Thankfully, Keel's agony was brief. Within two weeks of returning to the U.S., she had hip replacement surgery, spending just one night in the hospital. She was able to return to work using a cane in about three weeks.
Keel's experience is getting more common. Every year upward of 400,000 people in the U.S. have total or partial hip joint replacement, and another 600,000-plus get new knees, according to the American Academy of Orthopaedic Surgeons. These operations give them blessed relief from pain and, sometimes, a new lease on life.
"People are healthier later in life,” says Neil Cobelli, M.D., chair of orthopedic surgery at the Montefiore Health System in New York City. “They're living more active lifestyles for longer, so they don't want to be held back.” Cobelli predicts that 3 million joint replacement surgeries will be performed annually by the year 2030.

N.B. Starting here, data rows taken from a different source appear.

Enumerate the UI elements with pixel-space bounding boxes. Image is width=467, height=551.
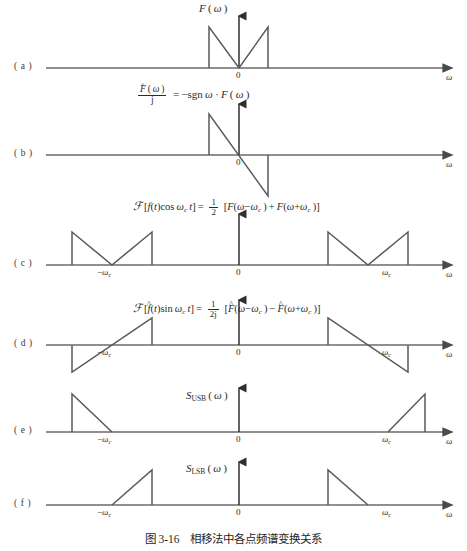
axis-label-b: ω xyxy=(446,159,452,169)
axis-label-a: ω xyxy=(446,72,452,82)
pos-carrier-label-e: ωc xyxy=(382,434,391,445)
panel-b-equation: ^F ( ω ) j = −sgn ω · F ( ω ) xyxy=(137,85,249,105)
panel-label-a: ( a ) xyxy=(14,61,32,71)
pos-carrier-label-d: ωc xyxy=(382,347,391,358)
panel-label-f: ( f ) xyxy=(14,498,31,508)
axis-label-d: ω xyxy=(446,349,452,359)
origin-label-c: 0 xyxy=(236,267,241,277)
panel-c-equation: ℱ [f(t)cos ωc t] = 12 [F(ω−ωc ) + F(ω+ωc… xyxy=(133,198,320,217)
origin-label-f: 0 xyxy=(236,507,241,517)
neg-carrier-label-d: −ωc xyxy=(97,347,111,358)
panel-f-title-sub: LSB xyxy=(192,467,206,476)
figure-container xyxy=(0,0,467,551)
origin-label-e: 0 xyxy=(236,434,241,444)
panel-f-title: SLSB ( ω ) xyxy=(186,462,227,476)
panel-label-e: ( e ) xyxy=(14,425,32,435)
panel-label-c: ( c ) xyxy=(14,258,32,268)
pos-carrier-label-f: ωc xyxy=(382,507,391,518)
neg-carrier-label-f: −ωc xyxy=(97,507,111,518)
panel-e-title: SUSB ( ω ) xyxy=(186,389,228,403)
panel-e-title-sub: USB xyxy=(192,394,207,403)
axis-label-c: ω xyxy=(446,269,452,279)
panel-d-equation: ℱ [^f(t)sin ωc t] = 12j [^F(ω−ωc ) − ^F(… xyxy=(133,300,321,319)
panel-a-title: F ( ω ) xyxy=(199,2,227,14)
waveform-c-left xyxy=(72,232,152,265)
origin-label-b: 0 xyxy=(236,157,241,167)
axis-label-f: ω xyxy=(446,509,452,519)
figure-caption: 图 3-16 相移法中各点频谱变换关系 xyxy=(0,530,467,546)
panel-label-b: ( b ) xyxy=(14,148,33,158)
waveform-e-left xyxy=(72,394,112,432)
origin-label-a: 0 xyxy=(236,70,241,80)
spectrum-diagram xyxy=(0,0,467,551)
waveform-f-right xyxy=(328,470,368,505)
panel-label-d: ( d ) xyxy=(14,338,33,348)
waveform-c-right xyxy=(328,232,408,265)
waveform-e-right xyxy=(388,394,425,432)
neg-carrier-label-e: −ωc xyxy=(97,434,111,445)
neg-carrier-label-c: −ωc xyxy=(97,267,111,278)
pos-carrier-label-c: ωc xyxy=(382,267,391,278)
waveform-f-left xyxy=(112,470,152,505)
axis-label-e: ω xyxy=(446,436,452,446)
origin-label-d: 0 xyxy=(236,347,241,357)
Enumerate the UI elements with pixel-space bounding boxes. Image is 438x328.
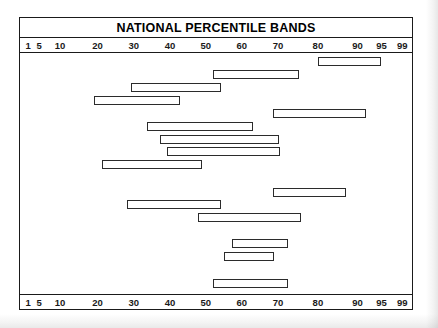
tick-label-top-10: 10 [55,38,66,53]
tick-label-top-50: 50 [201,38,212,53]
tick-label-top-40: 40 [165,38,176,53]
tick-label-top-60: 60 [237,38,248,53]
percentile-band [318,57,382,66]
tick-label-bottom-90: 90 [352,295,363,310]
percentile-band [131,83,222,92]
percentile-band [198,213,301,222]
tick-label-bottom-60: 60 [237,295,248,310]
percentile-band [232,239,288,248]
tick-label-bottom-70: 70 [273,295,284,310]
tick-label-bottom-50: 50 [201,295,212,310]
percentile-scale-bottom: 151020304050607080909599 [20,294,412,309]
bands-plot-area [20,53,412,294]
percentile-bands-chart: NATIONAL PERCENTILE BANDS 15102030405060… [19,17,413,310]
percentile-band [147,122,252,131]
tick-label-bottom-1: 1 [26,295,31,310]
tick-label-bottom-10: 10 [55,295,66,310]
tick-label-bottom-30: 30 [128,295,139,310]
tick-label-bottom-5: 5 [37,295,42,310]
tick-label-bottom-99: 99 [397,295,408,310]
percentile-band [160,135,278,144]
page-edge-shadow-right [426,0,438,328]
page-root: NATIONAL PERCENTILE BANDS 15102030405060… [0,0,438,328]
tick-label-top-80: 80 [313,38,324,53]
percentile-band [102,160,202,169]
tick-label-top-1: 1 [26,38,31,53]
percentile-band [224,252,274,261]
percentile-scale-top: 151020304050607080909599 [20,38,412,53]
tick-label-top-90: 90 [352,38,363,53]
tick-label-bottom-20: 20 [92,295,103,310]
tick-label-top-20: 20 [92,38,103,53]
percentile-band [167,147,279,156]
percentile-band [273,188,346,197]
tick-label-bottom-95: 95 [376,295,387,310]
chart-title: NATIONAL PERCENTILE BANDS [20,18,412,38]
percentile-band [213,70,300,79]
percentile-band [127,200,221,209]
tick-label-bottom-80: 80 [313,295,324,310]
percentile-band [213,279,288,288]
percentile-band [273,109,366,118]
percentile-band [94,96,181,105]
tick-label-top-30: 30 [128,38,139,53]
tick-label-top-95: 95 [376,38,387,53]
tick-label-top-99: 99 [397,38,408,53]
tick-label-bottom-40: 40 [165,295,176,310]
tick-label-top-70: 70 [273,38,284,53]
tick-label-top-5: 5 [37,38,42,53]
page-edge-shadow-bottom [0,314,438,328]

Outcomes for joint replacement are better than ever, thanks to more durable prostheses — the metal, ceramic and plastic components that replace the damaged parts of a joint. Most patients today can expect their implants to last 20 years or more.
But the real breakthroughs are taking place outside the OR. “What's changed more than anything is how we manage everything around the surgery — the anesthesia, postoperative pain and blood loss — rather than the actual procedure itself,” says Claudette M. Lajam, M.D., associate professor of orthopedics at NYU Langone Health and spokesperson for the American Academy of Orthopaedic Surgeons. “That's what allows us to get our patients out of the hospital quickly.”
Patients now receive drugs that keep blood loss to a minimum, reducing the need for a transfusion. Nerve blocks and spinal anesthetic numb patients’ limbs and avoid the risks and complications that can happen with general anesthesia. Physicians are also relying less on opioids, which can slow recovery, instead using nonnarcotic painkillers, nerve agents and muscle relaxants to knock back patients’ pain.
"This helps patients wake up a lot quicker,” explains P. Maxwell Courtney, an orthopedic surgeon at Thomas Jefferson University Hospital and Rothman Orthopaedic Institute in Philadelphia. “It helps them get up and participate in physical therapy the same day that they have surgery, and the data shows that it's a lot safer in terms of medical complications.”